Sometimes that trade-off is absolutely the right decision. But it should be conscious, not something that just…happens.
“You can leave early on Fridays” is not a substitute for being paid fairly.
5. Talk about pay—even if it gives you the ‘ick’
Women have been very effectively trained not to talk about money. In fact, many employers are counting on - and profiting from - women’s silence.
In our Hi Money research Rich in Context, only 36% of women felt comfortable talking with friends about money, and only 16% said they talk about money with work colleagues.
Women are extraordinary at sharing information. So let’s use that superpower. Let’s light up the group chat with conversations about pay bands, KiwiSaver contributions, negotiation tactics, childcare costs, and side hustles. Every time women talk about money, we loosen the patriarchy’s grip and shift the culture. We help get more money into the hands of more women.
Some of the most useful salary insights come from exactly those conversations.
I’ve seen women realise, in real time, that what they thought was generous was actually… not.
So where you can, talk about it.
6. Push for better systems—because you can’t negotiate your way out of everything
At some point, we have to acknowledge that individual negotiation has its limits.
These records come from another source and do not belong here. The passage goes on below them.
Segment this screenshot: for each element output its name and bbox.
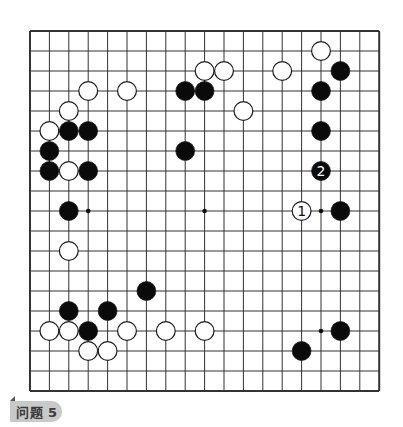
white-stone [59,322,78,341]
black-stone [40,142,59,161]
white-stone [40,322,59,341]
black-stone [195,82,214,101]
white-stone [118,82,137,101]
black-stone [59,202,78,221]
black-stone [137,282,156,301]
black-stone [59,302,78,321]
white-stone [59,102,78,121]
black-stone [292,342,311,361]
go-board: 21 [0,0,403,400]
black-stone: 2 [312,162,331,181]
stones-layer: 21 [40,42,350,361]
black-stone [79,162,98,181]
black-stone [331,322,350,341]
white-stone [40,122,59,141]
black-stone [79,322,98,341]
white-stone: 1 [292,202,311,221]
white-stone [156,322,175,341]
move-number: 1 [297,203,306,219]
star-point [202,209,207,214]
star-point [86,209,91,214]
black-stone [40,162,59,181]
go-board-canvas: 21 [0,0,403,400]
white-stone [273,62,292,81]
white-stone [234,102,253,121]
black-stone [312,82,331,101]
black-stone [59,122,78,141]
black-stone [331,202,350,221]
black-stone [331,62,350,81]
white-stone [195,322,214,341]
white-stone [312,42,331,61]
problem-label-text: 问题 5 [16,402,58,421]
problem-label: 问题 5 [10,401,62,422]
black-stone [98,302,117,321]
white-stone [59,242,78,261]
black-stone [176,82,195,101]
black-stone [79,122,98,141]
white-stone [118,322,137,341]
white-stone [98,342,117,361]
move-number: 2 [317,163,326,179]
white-stone [79,82,98,101]
white-stone [195,62,214,81]
black-stone [176,142,195,161]
white-stone [59,162,78,181]
black-stone [312,122,331,141]
white-stone [79,342,98,361]
star-point [319,329,324,334]
star-point [319,209,324,214]
white-stone [215,62,234,81]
You can be informed, prepared, and articulate, but you are still operating within a system that hasn’t been designed for women’s lives.
That’s why structural changes matter:
transparent pay bands
clear criteria for progression
regular pay reviews
mandatory pay gap reporting
These are not radical ideas. They are what fairness looks like when it’s built in, not negotiated one conversation at a time.
While not every woman is in a position to change the system, many are in a position to question it, influence it, or expect better from it. If you can, lend your voice to these causes. Support the women who are leading the charge in these spaces.
The bottom line
There are practical things women can do to improve their pay. But I want to be careful not to turn this into yet another story about women needing to optimise themselves. Because the issue has never been a lack of capability, or even a lack of effort.
The fact is that women are making financial decisions within a context that feels reasonable, possible, and safe.
So yes - ask for more, know the market, and have the conversation.
But if it feels harder than it should, that’s not just you.
That’s the system, sister. And it’s worth naming. The more we understand that, the better equipped we are—not just to navigate the system, but to change it.
Angela Meyer is the co-founder of Hi Money and Project Gender and works as a gender equity specialist within the finance sector. Money, Money, Money – how to reset your money mindset and find financial freedom – every woman’s guide by Rachel Davies and Angela Meyer is available now.